Professor Fuller: Well, it is an important question and I think it requires a lot of thought and not just a brief answer to it, so most of what I have to say is about how I think about the very thing that you're asking. I preface what I say by agreeing with many of what the questioners have said about the dangers of the generalization of terms to cover all sorts of circumstances – democracy, fundamentalism, all of those things. I think one of the things that this symposium has illustrated is the danger of the loose use of terms to cover a wide variety of complex human experiences. And that's why I suggested in my earlier remarks that I personally do not like the use of the word fundamentalism and I also don’t use it if I can avoid it, although sometimes you have to use it. I think the better distinction is between the acknowledgement of the complexity of the human situation and the resistance to its complexity. And the reason I like putting it that way is because that seems to implicate all of us, and not just those we happen not to agree with or to prefer.
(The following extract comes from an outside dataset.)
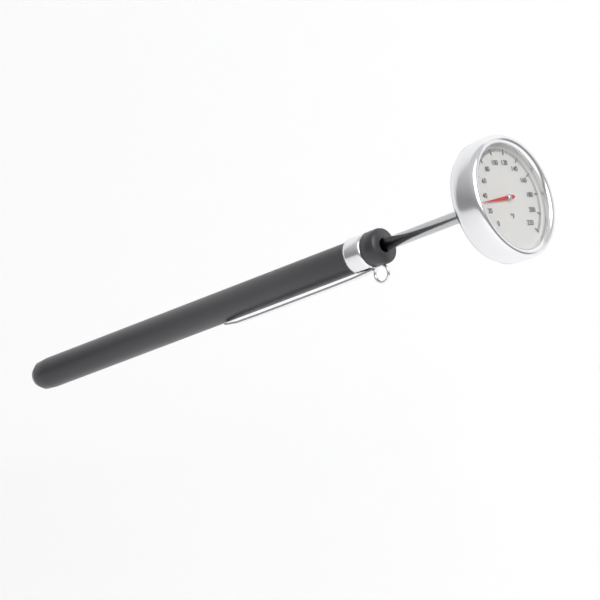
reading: 32 °F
Now, with regard to the Socratic issue, I think it's important to realize that the trial and death of Socrates was presented to us principally through the Platonic dialogues as a means to illustrate what I would call a certain kind of tragic disjunction at the heart of the human condition between the search for wisdom and the reliance on the prevailing order for security and self understanding. It seems to me that when Socrates claimed that he was drawn to the search for wisdom, to the search for the eternal things which transcend the temporal changing things of the human condition and that he was eventually tried and executed for what he did, that Plato was trying to encourage us to reflect on the difficulty of mediating between these two things – that is, between the defense of the conventional arrangements that we inherit on the one hand, and the search for what is true, which somehow carries us beyond those things.

One of the remarkable things about Socrates, of course, as you know is that he did not use this as an excuse to create political disruption in the form of political action or rebellion, but refused to do that. And I think that this is one of the sources that we might use within the tradition to reflect on the search for what is fundamentally true without translating it into what might be called fundamentalism. So, if as a great modern philosopher once said, all of Western thought is in some way a footnote to Plato, this is one of the aspects of what he has to tell us that deserves lengthy reflection, that the search for what is true and the search for wisdom, the search for the divine, somehow goes astray when it is translated into a kind of political absolutism. And yet the greatest danger that accompanies that search is that that's exactly what will happen. This is the tragedy of the human condition illustrated in the Platonic dialogues and it's a lesson that we should all learn and relearn today, I think.

Professor Weddle: And with those words, our symposium stops, but the conversation does not end. Thank you very much.